A rare opportunity to please both Yahweh AND Dionysus!

Rob Bell (might) deny Hell by the words in his forthcoming book. I'm afraid that I deny Hell by the way I live everyday. I have to ask if I live as though Hell is a conscious, eternal torment for the unrepentant. Do I evangelize share the gospel as though people will writhe in God's just fury forever? Do I serve as though those who see me might catch a glimpse of the Savior who can deliver them from Hell? I fear that the answer is no.

I wish John Piper, Kevin DeYoung, Justin Taylor, and others had waited for Rob Bell's book to come out before crying heresy. That said, it honestly does look like Bell will crossover into heresy--probably in the unassuming, falsely-humble way he does everything else. Still, I ought to hold my tongue for I fear I have denied Hell in a far more significant way than Bell has. He might (or might not) be misleading people with his trendy videos and falsely-humble questioning. I might be misleading people with the life I live, tacitly watching their ignorant blustering into the flames.

1 comment:

  1. Wow. According to that video, the equation of strength goes as follows:

    Straw Man < Rob Bell < Reality

    And you make a good point: we may not live and serve as we ought. If Rob Bell has been right about anything, it's that genuine service is difficult.

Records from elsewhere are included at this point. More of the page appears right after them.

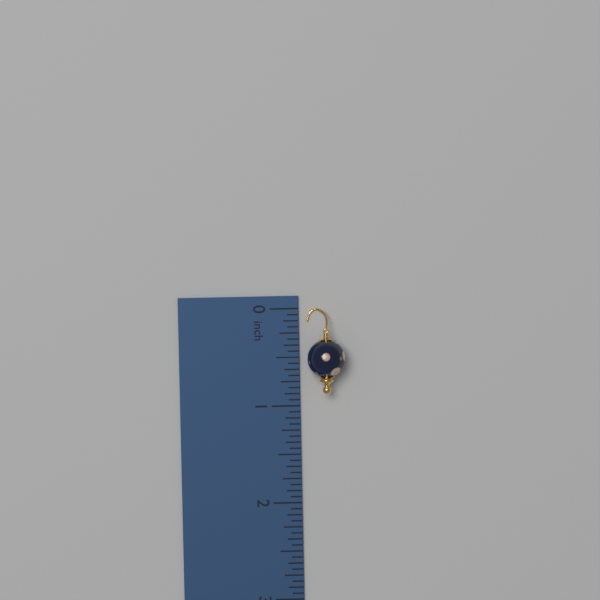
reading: 0.8750 inch
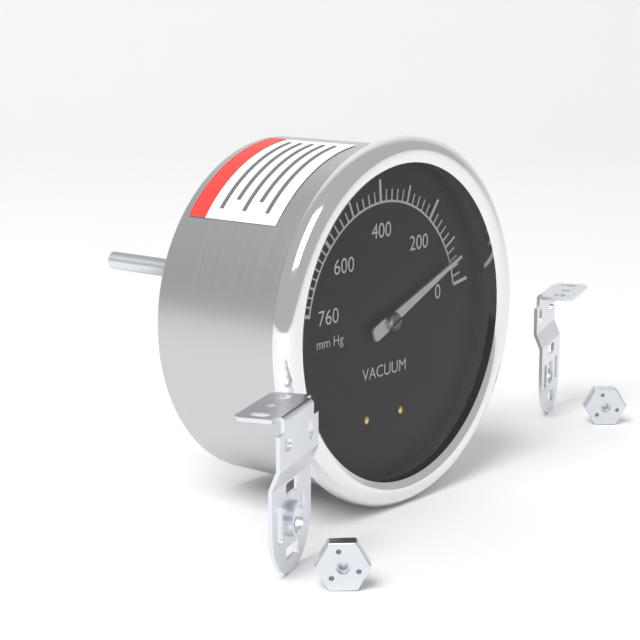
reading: 60 mm Hg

    But no matter how difficult it is to believe, say, and live as though Hell is a frightening and genuine reality of God's complete justice, the proper response is most certainly NOT to toss up our hands in frustration and pompous self-righteousness and add Vergil's, "Omnia vincit Amor," or, "Love conquers all things," to 1 Corinthians 13:7.

    Because 1 Corinthians 13:7 doesn't say that. It says that love bears all things, believes all things, hopes all things, endures all things.

    So God's love takes on our burdens; God's love entrusts us with gifts and believes that we will be responsible with those gifts; God's love hopes for all things that we may be drawn to Him; God's love lasts forever, no matter what assays otherwise.

    But God's love does NOT ignore our sins, our shortcomings, our vices; God's love does NOT pretend that we never Fell, that we never spat in His eye, that we never murdered His Son.

    God's love only tempers His justice; it does not replace it.

    ...

    But you know all this. I just felt like ranting at a Rob Bell who will never read this. (I had more, but I thought that this was enough.)